How people power can transform Britain
Reboot Britain will explore the role new technologies and online networks can play in driving economic growth and radically changing public services. The programme will begin with a one day event on 6th July which will look at the challenges faced as a country and how the combination of a new digital technologies and networked ‘Digital Britons’ can produce innovative solutions to tackle them.
Diane Coyle (leading economist and author) on the Reboot Britain essays
The essays in this collection were commissioned as ‘provocations’. They have lived up to that challenge. The areas covered include education, entrepreneurship, healthcare, climate change, democracy – in fact the whole terrain of politics and public policy.
Lee Bryant (Headshift) on How people power can reboot Britain
Placing people at the centre of a more innovative and more agile public sector is Lee Bryant’s priority, to enable ‘smart’ government – ‘big’ in its inclusiveness, ‘small’ in its bureaucracy. Fewer initiatives, more open data, and more feedback from users are required to deliver this.
Andy Hobsbawm (Green Thing/Agency.com) – All Together Now: social media to social good
Andy reminds us that socially motivated activity is an intrinsic part of life and celebrates how this is already being organised and aggregated online in powerful ways. New ways of contributing together with the highly visible ways in which the impact of that participation can be seen hold the potential for an unprecedented level of global action and global understanding.
Paul Miller (School of Everything) – Weary giants and new technology
Paul hopes that an ecology of private start-ups, social entrepreneurs and government investment can be created to deliver services that are better and more effectively targetted.
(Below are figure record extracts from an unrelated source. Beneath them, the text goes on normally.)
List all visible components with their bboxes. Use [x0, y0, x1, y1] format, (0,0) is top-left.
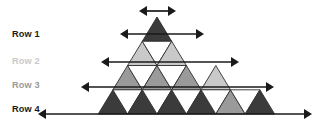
arrow-row-0-head-left-icon — [139, 6, 147, 16]
arrow-row-2-head-left-icon — [101, 57, 109, 67]
figure-canvas: Row 1Row 2Row 3Row 4 — [0, 0, 331, 126]
row-label-3: Row 3 — [12, 80, 40, 90]
arrow-row-3-head-right-icon — [266, 82, 274, 92]
row-labels-layer: Row 1Row 2Row 3Row 4 — [12, 29, 41, 114]
arrow-row-0-head-right-icon — [168, 6, 176, 16]
tri-r1-up-1 — [142, 17, 171, 41]
arrow-row-2-head-right-icon — [231, 57, 239, 67]
row-label-2: Row 2 — [12, 56, 40, 66]
arrow-row-0 — [139, 6, 176, 16]
arrow-row-4-head-right-icon — [304, 109, 312, 119]
arrow-row-1-head-left-icon — [120, 29, 128, 39]
row-label-4: Row 4 — [12, 104, 41, 114]
row-label-1: Row 1 — [12, 29, 40, 39]
triangle-rows-figure: Row 1Row 2Row 3Row 4 — [0, 0, 331, 126]
arrow-row-1-head-right-icon — [196, 29, 204, 39]
arrow-row-3-head-left-icon — [81, 82, 89, 92]
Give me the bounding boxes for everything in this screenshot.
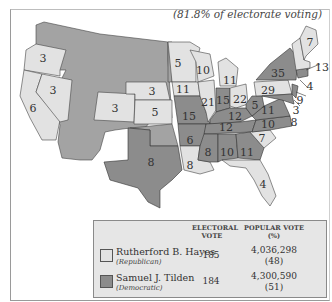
ev-kansas: 5 bbox=[152, 106, 159, 119]
ev-arkansas: 6 bbox=[187, 134, 194, 147]
ev-nevada: 3 bbox=[50, 84, 57, 97]
ev-texas: 8 bbox=[148, 156, 155, 169]
republican-swatch bbox=[100, 249, 113, 262]
ev-tennessee: 12 bbox=[219, 121, 233, 134]
ev-wisconsin: 10 bbox=[196, 64, 210, 77]
candidate-party: (Democratic) bbox=[116, 284, 162, 292]
ev-ohio: 22 bbox=[233, 93, 247, 106]
ev-new-york: 35 bbox=[271, 67, 285, 80]
ev-massachusetts: 13 bbox=[315, 61, 329, 74]
electoral-vote-header: ELECTORAL VOTE bbox=[192, 224, 232, 240]
ev-illinois: 21 bbox=[201, 96, 215, 109]
candidate-name: Samuel J. Tilden bbox=[116, 272, 194, 283]
ev-california: 6 bbox=[30, 102, 37, 115]
ev-florida: 4 bbox=[260, 178, 267, 191]
popular-vote-header: POPULAR VOTE (%) bbox=[234, 224, 314, 240]
ev-pennsylvania: 29 bbox=[261, 84, 275, 97]
ev-colorado: 3 bbox=[112, 102, 119, 115]
ev-minnesota: 5 bbox=[175, 57, 182, 70]
ev-west-virginia: 5 bbox=[252, 99, 259, 112]
results-legend: ELECTORAL VOTE POPULAR VOTE (%) Rutherfo… bbox=[93, 220, 327, 298]
ev-iowa: 11 bbox=[176, 83, 190, 96]
ev-michigan: 11 bbox=[223, 74, 237, 87]
ev-indiana: 15 bbox=[216, 94, 230, 107]
ev-connecticut: 4 bbox=[307, 80, 314, 93]
ev-louisiana: 8 bbox=[187, 159, 194, 172]
ev-missouri: 15 bbox=[182, 110, 196, 123]
ev-georgia: 11 bbox=[240, 146, 254, 159]
ev-maine: 7 bbox=[307, 36, 314, 49]
electoral-vote: 184 bbox=[196, 276, 226, 286]
popular-vote: 4,300,590 (51) bbox=[234, 271, 314, 293]
candidate-row-tilden: Samuel J. Tilden (Democratic) 184 4,300,… bbox=[94, 271, 326, 295]
ev-alabama: 10 bbox=[220, 146, 234, 159]
ev-mississippi: 8 bbox=[205, 146, 212, 159]
candidate-party: (Republican) bbox=[116, 258, 161, 266]
ev-south-carolina: 7 bbox=[259, 132, 266, 145]
state-florida bbox=[222, 160, 276, 206]
democratic-swatch bbox=[100, 275, 113, 288]
ev-oregon: 3 bbox=[40, 52, 47, 65]
ev-maryland: 8 bbox=[291, 116, 298, 129]
ev-nebraska: 3 bbox=[149, 85, 156, 98]
ev-north-carolina: 10 bbox=[261, 118, 275, 131]
ev-virginia: 11 bbox=[261, 104, 275, 117]
electoral-vote: 185 bbox=[196, 250, 226, 260]
candidate-row-hayes: Rutherford B. Hayes (Republican) 185 4,0… bbox=[94, 245, 326, 269]
popular-vote: 4,036,298 (48) bbox=[234, 245, 314, 267]
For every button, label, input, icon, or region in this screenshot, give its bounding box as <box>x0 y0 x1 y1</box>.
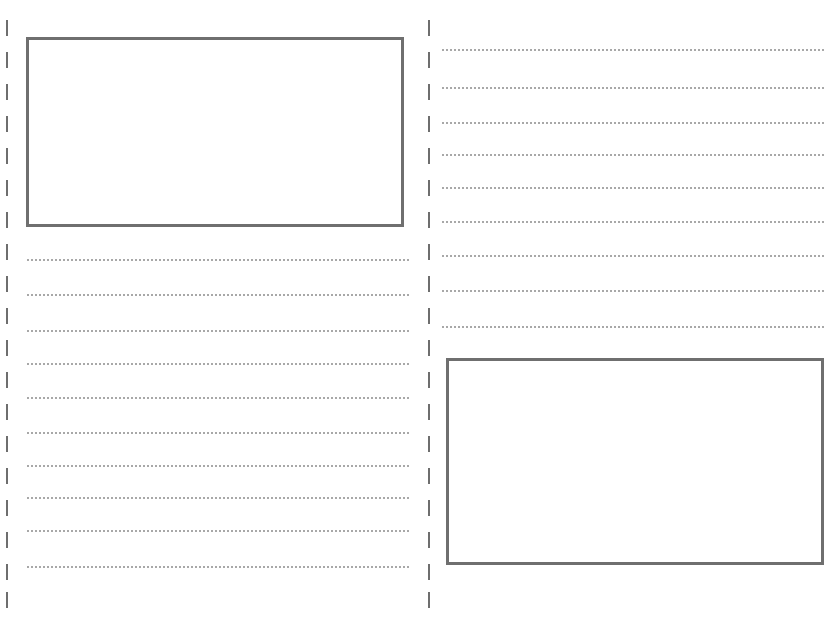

The digital world is not about content, but about organisation, he argues; cyberspace is not a world apart but rather a tool for re-imagining and re-creating the real world. READ IT!!
Micah Sifry with his Lessons from America
Micah takes from President Obama’s campaigning and early months in government the lesson that open and collaborative government with many, many citizens involved is feasible and powerful. And notes that this embrace of online power is ‘inherently disruptive’: “What happens when those numbers climb into the millions, and people who have been invited to have a voice now expect to be listened to?â€
Tom Steinberg (mySociety) talks about how Open House in Westminster
Tom assesses where the culture of transparency enabled by the internet can powerfully be applied to parliamentary processes in a way that is truly transformative. This is much more of a challenge than simply becoming competent in the latest tools and technologies, but instead requires a deep level of understanding of the capabilities of the internet together with an appetite for radical openness.
Paul Hodgkin (Patient Opinion) on How the new economics of voice will change the NHS
Paul wisely puts the promise of technology in its social context and argues that managers in healthcare must build productive technology-mediated relationships with patients. If they do, they will learn much from the empowered and passionate citizenry.
Jon Watts (MTM London) on Getting the balance right
Jon notes the opportunities the digital world offers new businesses but sounds a warning about the limits, too, for British companies lacking the scale needed to compete effectively in increasingly crowded media markets. He offers some proposals that focus on the needs of emerging UK innovators and, most importantly, on what he describes as: “The collective, collaborative efforts of the people we used to refer to as the audience.â€
Julie Meyer (Ariadne Capital) looks at A day in Entrepreneur Country
Julie would also like to see less of the wrong kind of government. She argues that despite a significant cultural shift, Britain is a long way from reaching the destination of ‘Entrepreneur Country’, and amongst her many recommendations is simply less cash being taken out of new businesses in taxes.
Daniel Heaf (4iP) on Next please – placing your bets in the digital economy
Dan wants to ensure Britain controls its own digital destiny by properly directed investment, using public value as a guiding light for private businesses as well as public organisations – and all the more so as taxpayer money is supporting so much new technology investment.